Frequently Asked Questions
- What is the problem with Direct Record Electronic (DRE) (computer touch screens)?
- Currently, most Virginians vote on DRE machines that do not
provide a paper record or other independent means of verifying that the
machine is accurately recording the voter's intentions. Without this
paper record, machines cannot be audited for accuracy after an election,
and there can be no meaningful recount in the event of a close or
disputed election. DREs provide no means to detect or remedy programming
errors or fraudulent software that evades pre-election testing.
- What are the possible solutions?
- The only solution is for all voting machines to provide a
voter-verified audit trail, independent of the software in the machine,
and for election officials to routinely use the audit trail to check for
errors. We can either attach printers to the side of DREs, which has
real problems with paper jams, complexity, long lines and human factors,
or convert to simple reliable proven optical scan.
- Do Americans want elections that have a paper trial for audits and recounts?
- Voting machines are one of the few areas recently in which a truly
grass-roots reform movement, made up largely of ordinary Americans, has
not only made a huge difference — it is also well on its way to
winning. Today, a majority of states (28) — including Florida,
California, New York, Illinois and Ohio — require electronic
voting machines to produce a voter-verified paper trail. There is
paper-trail legislation pending in a dozen more states. Virginia has
laws SB 840S and HB 2707S pending.
- What are audits?
- Audits check the machine accuracy. Audits are not recounts. Audits
take place during the normal canvas process, and involve checking
a small number of machines to guard against software error or other problems.
- What is happening to this legislation?
- SB 840S passed the Senate 36-4 with a ban on future DRE purchases
and wireless, strong audit and recount provisions, and is currently
before the House S & T Committee. HB 2707S passed the House 81-18.
Although it kept the DRE and wireless ban, the important audit
provisions were removed. It is now before the Senate P & E committee.
- What is the point of an audit trail, if it can't be used in audits or
recounts, as in HB 2707S?
- Providing a paper trail is important, but it only serves its purpose
if it can legally be examined during audits and recounts. The bill
that passed the Senate is stronger in this regard.
- What is fact and what is fiction about US HR 811 (the 2007 Holt bill)?
- Outdated information has been distributed saying that if Virginia
requires audits before the 2007 Holt Bill passes, Virginia would only
get half of the federal grant. That is absolutely NOT true.
The federal allotment formula is based on what was in place in
November 2006, so Virginia jurisdictions would get assistance to
purchase verifiable voting machines. There are also provisions for the
federal government to cover costs of conducting audits of federal elections.
- Why are the registrars the only ones opposing this bill when many voting
experts agree that optical scan systems are the best technology to have
verified voting?
- In 2002, Congress gave states money to upgrade their voting systems,
but it did not impose a voter-verified audit trail requirement. Optical
scan voting is far superior to adding printers to DREs for producing
an audit trail. The Registrars are defending their decision to buy the
DREs, even if it means continuing to base our elections on
unverifiable equipment
- Will using optical scan tabulators make lines longer?
- Jurisdictions using optical scan have reported that lines are
greatly diminished. With optical scan, many voters can fill out
their ballots simultaneously. The ballots are then quickly read by a tabulator.
- Will blind and disabled voters be disenfranchised by optical scan voting?
- Not at all. Federal law requires each precinct to provide a means for
blind and disabled voters to cast a private secure ballot. Some Virginia
jurisdictions satisfy that requirement with a DRE, but others provide a
device that a blind or disabled voter can use to mark a paper ballot.
Hanover and Chesterfield counties currently use the well-regarded
Automark machine for this purpose. Other counties could do the same.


Extract the final stretch of the data: the line that contains "Map 'table' region." and every line after it, unaltered, and no other lines.

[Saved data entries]
========
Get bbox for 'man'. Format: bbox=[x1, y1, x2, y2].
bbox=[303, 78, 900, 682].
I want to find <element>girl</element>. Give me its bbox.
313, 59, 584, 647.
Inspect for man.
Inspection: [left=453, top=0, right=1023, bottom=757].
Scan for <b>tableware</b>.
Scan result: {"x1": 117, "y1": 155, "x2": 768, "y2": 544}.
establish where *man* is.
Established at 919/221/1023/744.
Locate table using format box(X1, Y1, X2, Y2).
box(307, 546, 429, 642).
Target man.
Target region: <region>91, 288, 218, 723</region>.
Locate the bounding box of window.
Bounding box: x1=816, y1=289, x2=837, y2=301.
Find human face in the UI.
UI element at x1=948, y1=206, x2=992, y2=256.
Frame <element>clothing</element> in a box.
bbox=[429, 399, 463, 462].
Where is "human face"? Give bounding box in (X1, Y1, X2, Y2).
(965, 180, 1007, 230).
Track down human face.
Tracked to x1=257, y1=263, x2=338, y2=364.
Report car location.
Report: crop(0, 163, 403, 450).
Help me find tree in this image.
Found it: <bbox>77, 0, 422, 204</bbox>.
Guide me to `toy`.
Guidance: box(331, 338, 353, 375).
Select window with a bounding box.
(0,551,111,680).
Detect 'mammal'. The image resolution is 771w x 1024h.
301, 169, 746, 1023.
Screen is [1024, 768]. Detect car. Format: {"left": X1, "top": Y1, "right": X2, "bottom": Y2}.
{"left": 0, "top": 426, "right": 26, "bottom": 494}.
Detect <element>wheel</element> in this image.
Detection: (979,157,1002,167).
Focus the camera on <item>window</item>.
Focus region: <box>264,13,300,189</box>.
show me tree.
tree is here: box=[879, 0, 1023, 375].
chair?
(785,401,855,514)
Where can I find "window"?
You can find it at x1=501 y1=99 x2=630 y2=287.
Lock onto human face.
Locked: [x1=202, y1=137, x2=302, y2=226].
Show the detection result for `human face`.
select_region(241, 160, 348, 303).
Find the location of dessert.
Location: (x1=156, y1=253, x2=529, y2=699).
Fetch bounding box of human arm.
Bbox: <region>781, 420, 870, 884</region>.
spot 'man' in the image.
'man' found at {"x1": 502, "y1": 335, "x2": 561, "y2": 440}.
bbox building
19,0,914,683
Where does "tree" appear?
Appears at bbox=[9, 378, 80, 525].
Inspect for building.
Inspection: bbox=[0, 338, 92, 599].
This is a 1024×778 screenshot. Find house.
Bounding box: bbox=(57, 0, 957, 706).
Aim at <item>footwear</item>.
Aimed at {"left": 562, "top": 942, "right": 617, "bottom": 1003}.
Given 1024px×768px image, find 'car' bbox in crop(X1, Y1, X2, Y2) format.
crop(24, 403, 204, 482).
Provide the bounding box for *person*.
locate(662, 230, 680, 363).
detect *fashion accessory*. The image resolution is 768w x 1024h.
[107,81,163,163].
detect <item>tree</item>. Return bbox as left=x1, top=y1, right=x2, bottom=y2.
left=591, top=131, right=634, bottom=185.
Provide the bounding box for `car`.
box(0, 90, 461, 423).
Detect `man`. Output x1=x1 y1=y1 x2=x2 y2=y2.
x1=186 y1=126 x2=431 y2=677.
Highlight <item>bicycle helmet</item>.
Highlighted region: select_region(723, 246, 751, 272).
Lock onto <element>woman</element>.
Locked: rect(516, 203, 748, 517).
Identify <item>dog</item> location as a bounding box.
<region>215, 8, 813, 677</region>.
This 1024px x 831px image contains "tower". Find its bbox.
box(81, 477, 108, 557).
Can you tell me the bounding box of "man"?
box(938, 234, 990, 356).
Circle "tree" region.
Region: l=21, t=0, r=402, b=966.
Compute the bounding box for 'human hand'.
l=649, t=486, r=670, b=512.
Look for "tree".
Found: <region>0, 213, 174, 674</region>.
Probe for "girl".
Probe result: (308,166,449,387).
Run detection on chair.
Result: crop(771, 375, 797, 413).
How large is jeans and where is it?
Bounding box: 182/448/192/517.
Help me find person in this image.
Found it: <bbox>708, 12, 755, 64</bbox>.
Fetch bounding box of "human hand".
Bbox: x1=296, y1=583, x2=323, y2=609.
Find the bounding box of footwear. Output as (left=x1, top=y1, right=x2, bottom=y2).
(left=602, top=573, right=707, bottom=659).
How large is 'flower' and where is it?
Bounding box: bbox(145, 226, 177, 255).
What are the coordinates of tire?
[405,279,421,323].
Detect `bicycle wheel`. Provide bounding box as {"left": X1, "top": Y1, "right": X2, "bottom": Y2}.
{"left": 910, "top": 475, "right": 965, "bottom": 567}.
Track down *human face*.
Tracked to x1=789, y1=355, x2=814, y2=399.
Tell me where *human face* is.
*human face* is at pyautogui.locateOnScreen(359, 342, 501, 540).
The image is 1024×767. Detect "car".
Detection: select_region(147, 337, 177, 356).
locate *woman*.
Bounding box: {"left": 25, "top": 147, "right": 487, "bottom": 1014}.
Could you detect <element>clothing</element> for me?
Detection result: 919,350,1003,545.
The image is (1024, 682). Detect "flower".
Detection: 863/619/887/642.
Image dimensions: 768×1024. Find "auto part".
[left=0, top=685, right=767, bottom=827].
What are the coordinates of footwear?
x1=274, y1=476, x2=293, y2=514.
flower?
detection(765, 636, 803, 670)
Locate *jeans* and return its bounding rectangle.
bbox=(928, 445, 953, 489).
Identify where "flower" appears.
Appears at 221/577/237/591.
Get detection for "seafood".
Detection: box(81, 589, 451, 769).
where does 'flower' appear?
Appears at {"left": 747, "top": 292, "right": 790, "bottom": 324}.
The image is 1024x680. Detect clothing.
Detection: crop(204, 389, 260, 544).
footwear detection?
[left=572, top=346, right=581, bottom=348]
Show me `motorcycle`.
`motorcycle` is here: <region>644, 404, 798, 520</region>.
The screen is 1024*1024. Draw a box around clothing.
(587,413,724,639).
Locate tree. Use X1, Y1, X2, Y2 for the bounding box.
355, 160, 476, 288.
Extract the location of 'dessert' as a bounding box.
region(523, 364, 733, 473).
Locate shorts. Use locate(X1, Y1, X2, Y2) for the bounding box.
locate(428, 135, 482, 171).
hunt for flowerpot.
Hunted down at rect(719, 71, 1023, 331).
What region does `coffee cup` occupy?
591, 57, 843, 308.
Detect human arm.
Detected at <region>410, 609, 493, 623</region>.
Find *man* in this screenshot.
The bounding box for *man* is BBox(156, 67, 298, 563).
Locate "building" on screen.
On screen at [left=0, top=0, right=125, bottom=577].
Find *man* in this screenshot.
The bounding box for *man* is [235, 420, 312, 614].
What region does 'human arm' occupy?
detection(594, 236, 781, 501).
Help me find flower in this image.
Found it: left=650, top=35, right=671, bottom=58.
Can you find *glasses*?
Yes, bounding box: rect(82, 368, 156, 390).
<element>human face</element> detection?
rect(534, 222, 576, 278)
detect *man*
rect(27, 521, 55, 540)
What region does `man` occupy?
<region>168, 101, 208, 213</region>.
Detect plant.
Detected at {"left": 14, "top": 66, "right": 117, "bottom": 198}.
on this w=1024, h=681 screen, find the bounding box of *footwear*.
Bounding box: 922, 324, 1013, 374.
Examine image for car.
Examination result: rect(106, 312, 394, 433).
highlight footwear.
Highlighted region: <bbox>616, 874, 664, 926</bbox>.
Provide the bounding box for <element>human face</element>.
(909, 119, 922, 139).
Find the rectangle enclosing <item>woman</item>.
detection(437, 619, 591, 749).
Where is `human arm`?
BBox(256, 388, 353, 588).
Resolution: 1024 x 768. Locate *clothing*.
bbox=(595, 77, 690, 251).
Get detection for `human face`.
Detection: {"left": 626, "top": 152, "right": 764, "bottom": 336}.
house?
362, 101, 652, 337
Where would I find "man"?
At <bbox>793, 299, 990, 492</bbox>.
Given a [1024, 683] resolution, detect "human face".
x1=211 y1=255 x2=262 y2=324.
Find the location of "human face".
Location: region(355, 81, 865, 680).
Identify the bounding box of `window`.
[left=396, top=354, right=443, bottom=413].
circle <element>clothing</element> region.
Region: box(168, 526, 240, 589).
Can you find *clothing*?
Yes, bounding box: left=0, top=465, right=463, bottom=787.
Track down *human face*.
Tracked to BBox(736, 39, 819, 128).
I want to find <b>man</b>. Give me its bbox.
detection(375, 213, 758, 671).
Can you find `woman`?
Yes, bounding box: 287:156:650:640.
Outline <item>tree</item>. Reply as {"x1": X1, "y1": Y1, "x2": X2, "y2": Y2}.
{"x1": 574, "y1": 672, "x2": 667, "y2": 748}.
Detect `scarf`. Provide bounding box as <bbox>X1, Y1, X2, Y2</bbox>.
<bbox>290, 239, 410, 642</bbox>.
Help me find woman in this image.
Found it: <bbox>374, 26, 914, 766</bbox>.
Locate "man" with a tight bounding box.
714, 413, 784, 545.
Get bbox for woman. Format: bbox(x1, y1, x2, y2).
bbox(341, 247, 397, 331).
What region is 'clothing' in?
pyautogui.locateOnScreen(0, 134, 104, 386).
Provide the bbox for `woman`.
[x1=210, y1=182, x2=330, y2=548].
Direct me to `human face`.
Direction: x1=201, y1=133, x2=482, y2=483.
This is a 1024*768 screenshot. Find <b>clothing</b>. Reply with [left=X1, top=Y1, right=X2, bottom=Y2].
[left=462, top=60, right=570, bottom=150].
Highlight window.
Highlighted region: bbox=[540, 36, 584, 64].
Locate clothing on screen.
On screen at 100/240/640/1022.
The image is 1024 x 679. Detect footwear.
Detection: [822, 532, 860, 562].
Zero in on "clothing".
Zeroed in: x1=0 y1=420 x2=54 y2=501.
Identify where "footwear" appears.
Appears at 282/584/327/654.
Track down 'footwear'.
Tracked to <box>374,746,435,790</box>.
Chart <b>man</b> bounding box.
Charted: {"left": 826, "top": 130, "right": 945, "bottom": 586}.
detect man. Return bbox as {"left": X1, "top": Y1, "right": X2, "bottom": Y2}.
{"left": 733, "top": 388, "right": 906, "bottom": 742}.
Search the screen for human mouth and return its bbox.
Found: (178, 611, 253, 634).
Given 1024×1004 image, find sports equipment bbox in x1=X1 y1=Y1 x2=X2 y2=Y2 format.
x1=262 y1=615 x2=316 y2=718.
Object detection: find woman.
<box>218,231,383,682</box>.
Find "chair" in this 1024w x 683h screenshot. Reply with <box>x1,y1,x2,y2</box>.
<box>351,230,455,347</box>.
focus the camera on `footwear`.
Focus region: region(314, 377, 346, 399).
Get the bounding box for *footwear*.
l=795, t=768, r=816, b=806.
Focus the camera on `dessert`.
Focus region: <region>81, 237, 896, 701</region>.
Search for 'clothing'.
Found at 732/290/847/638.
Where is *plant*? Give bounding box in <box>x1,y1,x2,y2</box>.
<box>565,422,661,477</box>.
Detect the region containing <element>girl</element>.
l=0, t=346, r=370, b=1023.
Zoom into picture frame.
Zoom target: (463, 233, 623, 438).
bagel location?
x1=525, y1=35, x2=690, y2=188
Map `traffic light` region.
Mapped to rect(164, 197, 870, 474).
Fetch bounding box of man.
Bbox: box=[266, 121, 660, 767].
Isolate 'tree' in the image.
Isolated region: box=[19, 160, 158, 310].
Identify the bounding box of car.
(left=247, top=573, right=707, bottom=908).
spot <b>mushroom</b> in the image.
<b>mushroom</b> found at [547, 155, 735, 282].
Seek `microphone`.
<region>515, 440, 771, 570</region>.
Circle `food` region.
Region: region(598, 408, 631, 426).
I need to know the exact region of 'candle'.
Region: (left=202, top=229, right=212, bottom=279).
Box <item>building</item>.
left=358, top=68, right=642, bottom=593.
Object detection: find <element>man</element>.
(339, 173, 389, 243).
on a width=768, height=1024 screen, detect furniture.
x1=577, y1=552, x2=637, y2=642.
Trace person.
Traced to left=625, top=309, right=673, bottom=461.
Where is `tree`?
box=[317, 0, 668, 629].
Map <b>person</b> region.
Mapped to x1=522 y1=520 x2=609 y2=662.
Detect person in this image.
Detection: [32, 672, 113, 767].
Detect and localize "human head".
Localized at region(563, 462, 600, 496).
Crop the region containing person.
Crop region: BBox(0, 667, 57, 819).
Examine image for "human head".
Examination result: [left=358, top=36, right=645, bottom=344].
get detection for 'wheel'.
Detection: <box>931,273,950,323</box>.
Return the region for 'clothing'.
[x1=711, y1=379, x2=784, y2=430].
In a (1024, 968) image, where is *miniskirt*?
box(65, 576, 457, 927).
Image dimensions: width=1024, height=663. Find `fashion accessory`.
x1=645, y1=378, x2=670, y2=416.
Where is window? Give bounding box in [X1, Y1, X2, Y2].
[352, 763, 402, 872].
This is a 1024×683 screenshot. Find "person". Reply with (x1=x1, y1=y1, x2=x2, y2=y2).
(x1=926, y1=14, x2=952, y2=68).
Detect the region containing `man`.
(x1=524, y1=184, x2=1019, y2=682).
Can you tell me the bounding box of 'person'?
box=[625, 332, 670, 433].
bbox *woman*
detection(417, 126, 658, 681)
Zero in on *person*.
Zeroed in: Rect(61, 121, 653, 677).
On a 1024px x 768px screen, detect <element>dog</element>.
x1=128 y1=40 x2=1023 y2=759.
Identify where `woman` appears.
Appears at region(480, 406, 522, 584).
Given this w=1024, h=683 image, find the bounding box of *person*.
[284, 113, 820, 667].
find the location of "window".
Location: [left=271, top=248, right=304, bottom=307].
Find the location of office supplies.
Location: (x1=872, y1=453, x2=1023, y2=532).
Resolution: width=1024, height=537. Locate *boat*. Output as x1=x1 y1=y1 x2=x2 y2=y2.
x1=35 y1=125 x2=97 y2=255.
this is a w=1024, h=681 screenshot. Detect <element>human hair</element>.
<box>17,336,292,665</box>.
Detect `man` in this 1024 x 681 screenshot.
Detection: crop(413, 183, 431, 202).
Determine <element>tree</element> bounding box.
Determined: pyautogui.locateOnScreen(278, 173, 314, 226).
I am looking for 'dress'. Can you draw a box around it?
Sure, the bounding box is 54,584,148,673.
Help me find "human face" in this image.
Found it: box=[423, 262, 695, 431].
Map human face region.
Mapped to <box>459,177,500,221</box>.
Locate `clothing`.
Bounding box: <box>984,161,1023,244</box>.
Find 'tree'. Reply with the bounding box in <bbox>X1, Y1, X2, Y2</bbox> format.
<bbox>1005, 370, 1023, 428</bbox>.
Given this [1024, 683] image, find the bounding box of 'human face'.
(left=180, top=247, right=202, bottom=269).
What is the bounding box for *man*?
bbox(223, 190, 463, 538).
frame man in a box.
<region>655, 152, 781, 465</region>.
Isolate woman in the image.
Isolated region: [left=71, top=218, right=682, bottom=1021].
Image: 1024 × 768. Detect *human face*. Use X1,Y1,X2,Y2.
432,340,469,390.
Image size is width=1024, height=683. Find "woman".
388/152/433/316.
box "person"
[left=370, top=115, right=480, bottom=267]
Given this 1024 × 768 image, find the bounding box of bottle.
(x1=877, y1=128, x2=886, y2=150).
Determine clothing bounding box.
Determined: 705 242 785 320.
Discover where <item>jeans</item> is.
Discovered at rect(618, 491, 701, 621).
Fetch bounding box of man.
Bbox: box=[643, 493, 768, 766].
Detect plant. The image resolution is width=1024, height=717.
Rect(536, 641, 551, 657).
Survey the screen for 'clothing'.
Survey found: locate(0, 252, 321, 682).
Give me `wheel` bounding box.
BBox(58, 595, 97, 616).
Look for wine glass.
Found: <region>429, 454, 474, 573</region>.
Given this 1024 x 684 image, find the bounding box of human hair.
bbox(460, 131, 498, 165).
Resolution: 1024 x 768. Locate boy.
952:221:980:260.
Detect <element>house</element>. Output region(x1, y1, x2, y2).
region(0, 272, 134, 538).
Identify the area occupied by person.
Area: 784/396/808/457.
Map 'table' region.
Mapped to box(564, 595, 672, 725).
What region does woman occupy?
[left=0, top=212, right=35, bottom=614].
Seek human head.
========
→ **Answer for this exercise**:
Map 'table' region.
Mapped to box(564, 595, 672, 725).
What region does woman occupy?
[left=0, top=212, right=35, bottom=614].
Seek human head.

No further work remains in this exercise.